BUYER UTILITY – Is there exceptional buyer utility in our idea?
PRICE – Is our price easily accessible to the mass of buyers?
COST – Can we attain our cost target to profit adequately at our
strategic price?
ADOPTION – What are the adoption hurdles in actualizing our
business idea? Are we addressing them up front?
Blue Ocean Strategy
86. SIMON/ASSOCIATES/MANAGEMENT/CONSULTANTS
Should I Think about the Blue Ocean?
Because it might be your future
Competitiveness of firm really depends on it.
Customers recognize innovations as new
sources of value and expect them, shop for
them enthusiastically.
Those that fail to innovate often fail to
survive.
But maybe you can find a new Blue Ocean…
Notas do Editor
About 6,500 wine brands compete in the US alone, the largest wine market in the world
All the most aggressive wine-producing countries are well represented: France, Italy, Australia, Chile, and Spain, besides the American wines and the all powerful Californians in particular.

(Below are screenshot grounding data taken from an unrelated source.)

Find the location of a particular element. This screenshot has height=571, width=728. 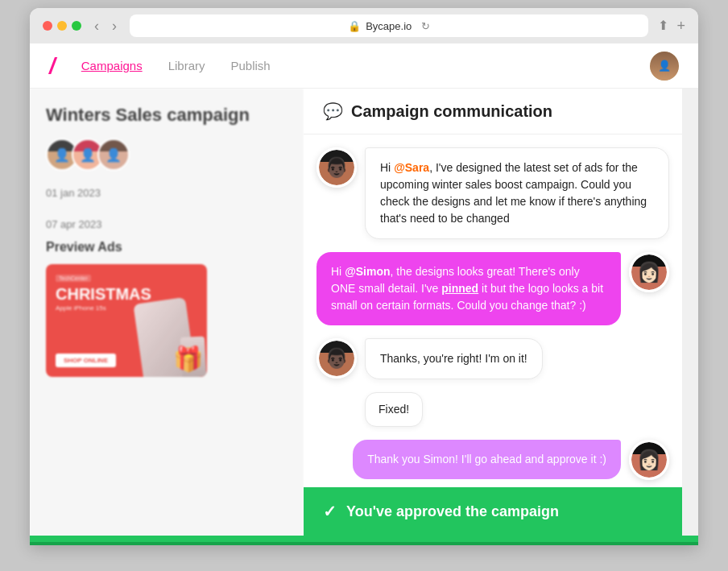

app-nav: / Campaigns Library Publish 👤 is located at coordinates (364, 66).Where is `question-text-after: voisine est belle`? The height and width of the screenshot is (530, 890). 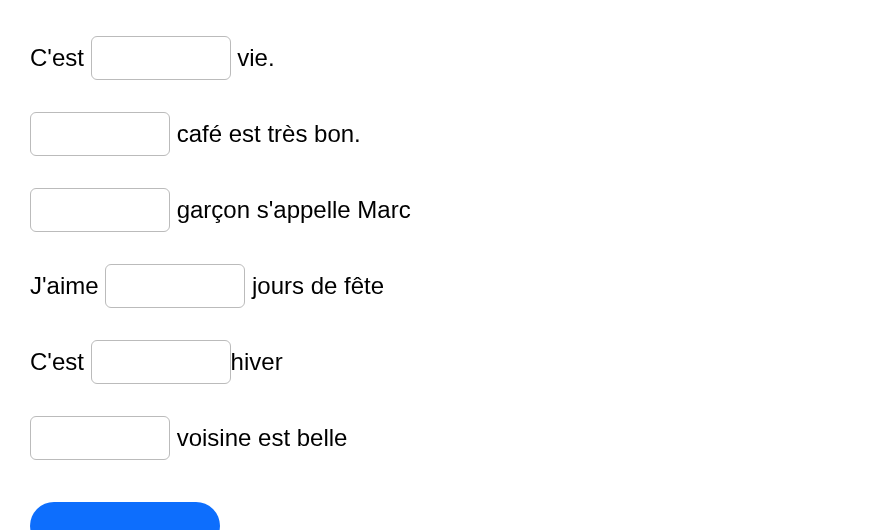 question-text-after: voisine est belle is located at coordinates (258, 438).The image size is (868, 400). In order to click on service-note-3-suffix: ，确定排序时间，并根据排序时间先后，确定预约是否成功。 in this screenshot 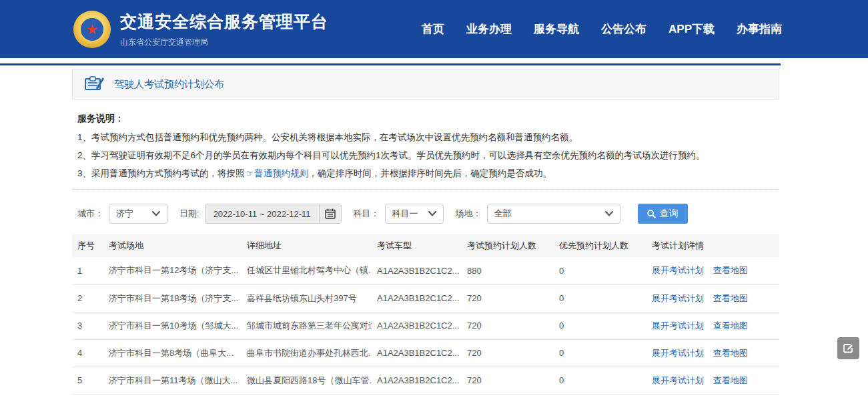, I will do `click(430, 174)`.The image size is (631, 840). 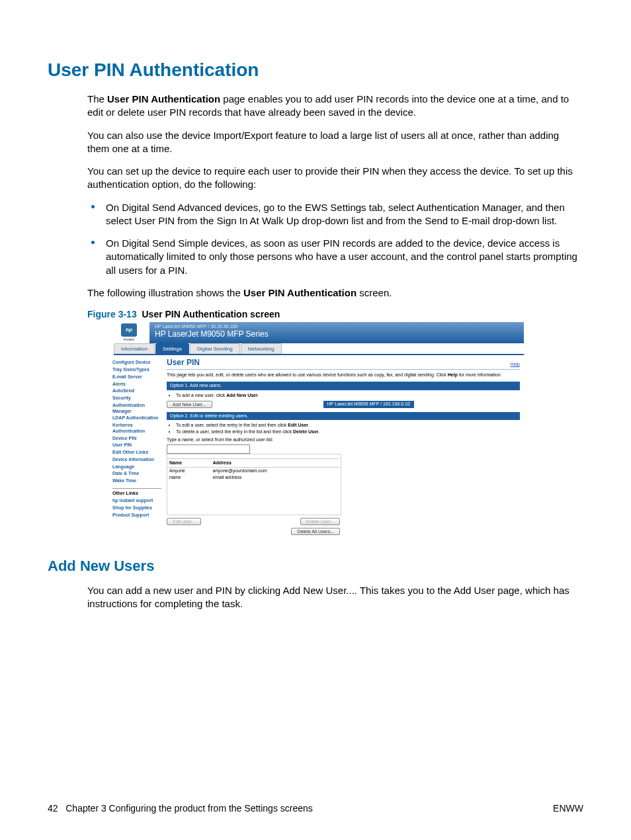 I want to click on paragraph-4: The following illustration shows the Use…, so click(x=335, y=293). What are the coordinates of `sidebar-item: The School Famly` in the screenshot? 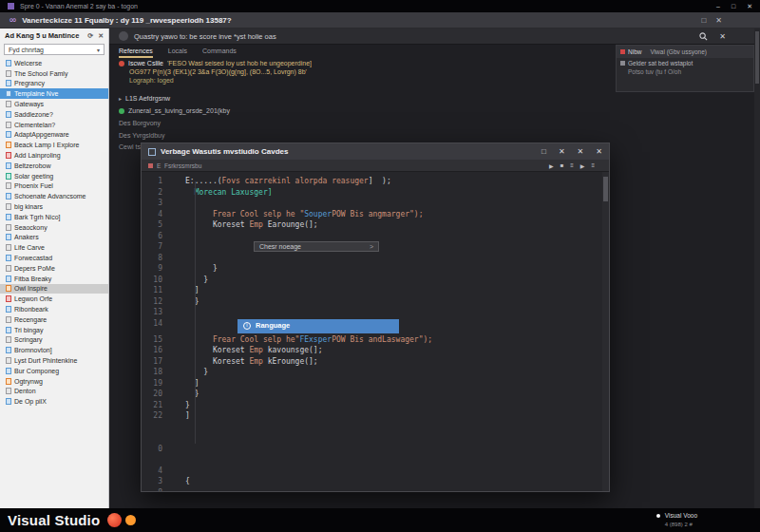 It's located at (54, 74).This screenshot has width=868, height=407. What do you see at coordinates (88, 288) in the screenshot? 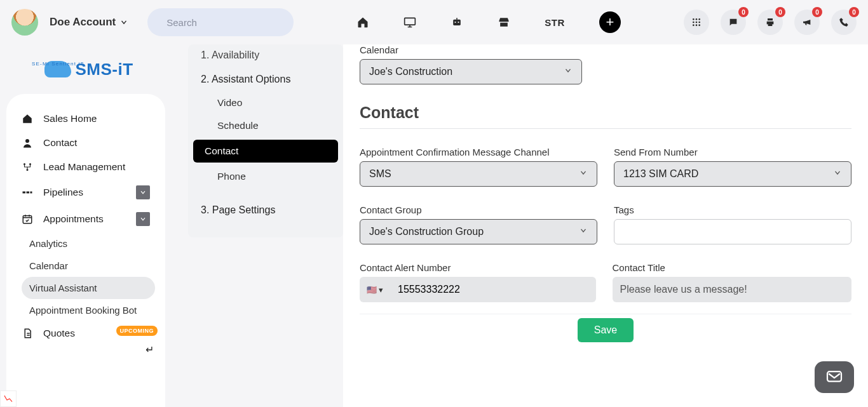
I see `nav-virtual-assistant: Virtual Assistant` at bounding box center [88, 288]. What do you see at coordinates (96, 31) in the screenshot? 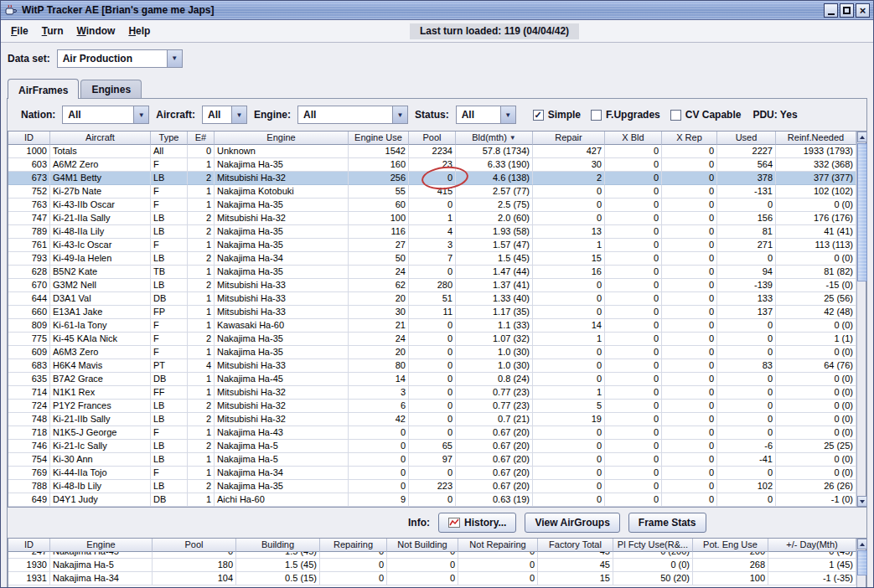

Ninety-six percent of those wine brands sold less than 100,000 cases in 2002, according to Impact Databank.
Only 23 wine brands sold at least 2 million cases each, accounting for 40 percent of a growing market of 245 million cases.
John Soutter expected to sell 25,000 cases in 2001, the first year Yellow Tail would hit the market.
Cautious but lucky, he got all his projections wrong as the wine sold 9 times as much!
With its bold branding, a good product and a very affordable price, the bottles with the fancy kangaroo leapt off the shelf.
The first batches sold out so quickly that extra cases had to be shipped by plane, at considerable expense.
Production could not follow either. Not only was the equipment insufficient but additional quantities of wine had to be bought on the bulk market, further cutting into Casella's thin margins, estimated at 75 cents per bottle.
Nonetheless, Casella Wines sold 200,000 cases of Yellow Tail wines in 2001, and 2.2 million the following year. They have now invested in a $2.5 million bottling line to reach their goal of 4 million cases for 2003.